Week 4


This week, I was researching how to implement personality features and emotion detection in LLMs.

1. I looked into a simple emotion detection from sentences. https://colab.research.google.com/drive/1Xq9u33gEpeENiPCM-hyI-DeQEq6SblWx

https://github.com/Codewello/Emotion-Detection/blob/main/RoBERTa/Emotions_RoBerta.ipynb

https://youtu.be/qd7IBDvgxwQ?si=NZ2Jxz4sA0T9uMhG

The example below shows the score of different emotions associated with the input sentence.

 classifier("This is very awful to watch!")
[[{'label': 'anger', 'score': 0.010571349412202835},
{'label': 'disgust', 'score': 0.9500361084938049},
{'label': 'fear', 'score': 0.029230549931526184},
{'label': 'joy', 'score': 0.0005251410766504705},
{'label': 'neutral', 'score': 0.002273811958730221},
{'label': 'sadness', 'score': 0.005518048536032438},
{'label': 'surprise', 'score': 0.0018449844792485237}]]

This method is not reliable for multiple reasons:

  1. The system relies on a fixed set of emotions (e.g., joy, anger, fear, sadness, surprise, disgust). Complex emotions (e.g., guilt, awe, nostalgia) or mixed emotions are often missed or misclassified.
  2. Situational context is missing: why someone is saying something or what happened before.
  3. The emotion detection models rely on emotional keywords rather than understanding sentence structure or meaning. For example, words like “kill” might always be flagged negatively, even in neutral contexts like “He killed it on stage.”
  4. People express emotions differently based on personality, culture, or linguistic habits.
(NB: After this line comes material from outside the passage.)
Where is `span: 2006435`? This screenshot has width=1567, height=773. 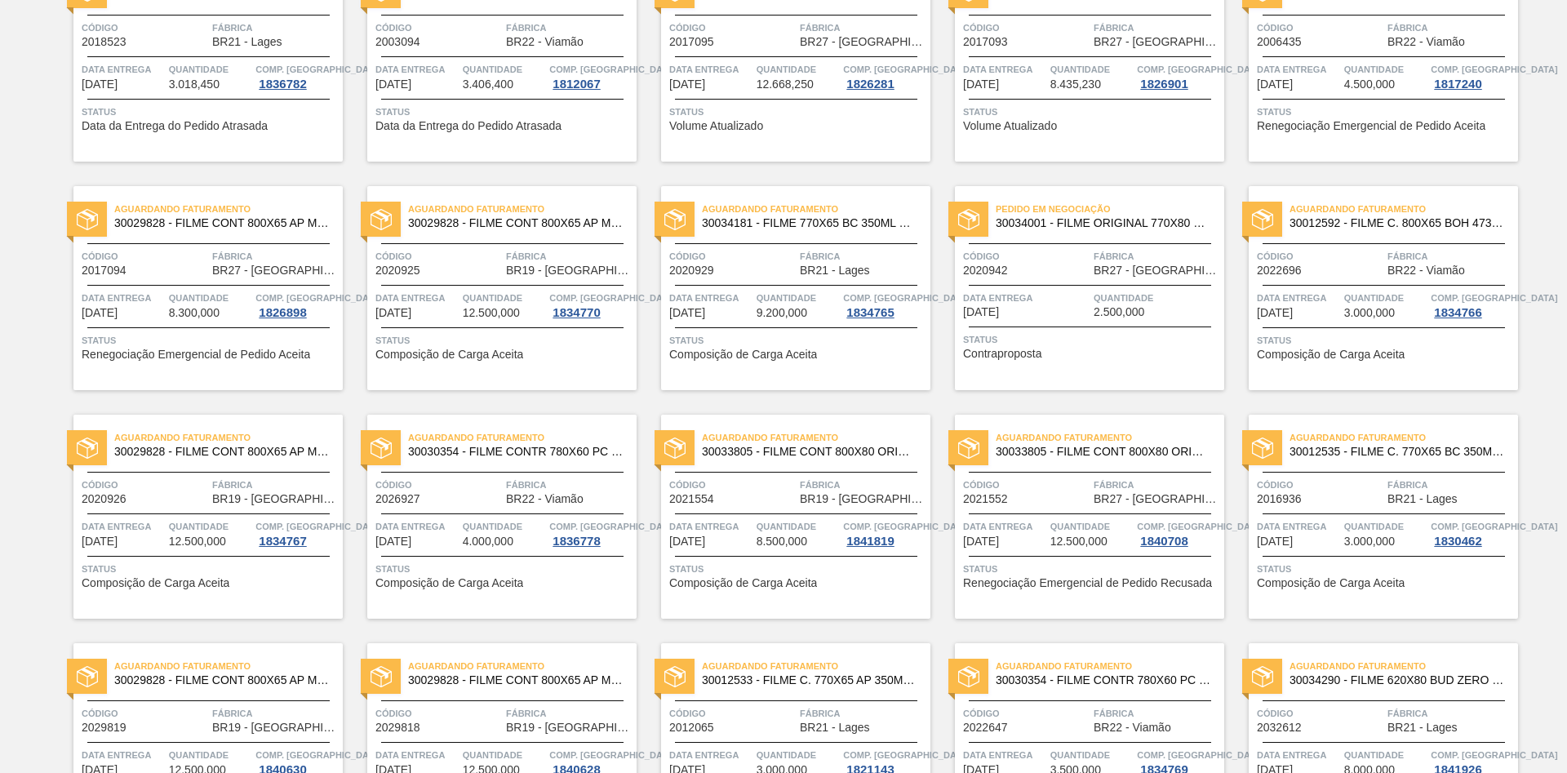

2. I came across a study that examines the capacity of LLMs (Mistral, OpenAi, and Anthropic) to generate personality-consistent content. The research aims to simulate personality traits according to the Big Five model using LLMs. First, they provided descriptions from Simply Psychology to define each trait and prompted the LLM to answer the BFI-44 questionnaire uncover its personality traits. Then, they prompted the LLM to answer questions that align with a specified trait on a scale of 1-5. All the findings where mapped.

This study made me experiment with different LLMs available online.

I prompted ChatGPT, Llama, DeepSeek, and Mistral to respond during the conversation as a very extroverted person.

ChatGPT
Llama
DeepSeek
Mistral

Out of the 4 available LLMs, Llama was the only model that showed the most enthusiasm in the conversation. It used capital-letter words, “!!!” and gave “virtual hugs”. ChatGPT and Mistral only used emojis, while DeepSeek offered to “grab a coffee or hit the town”.

After multiple experiments with different prompts, Llama proved to be able to express personality and emotions the most through text.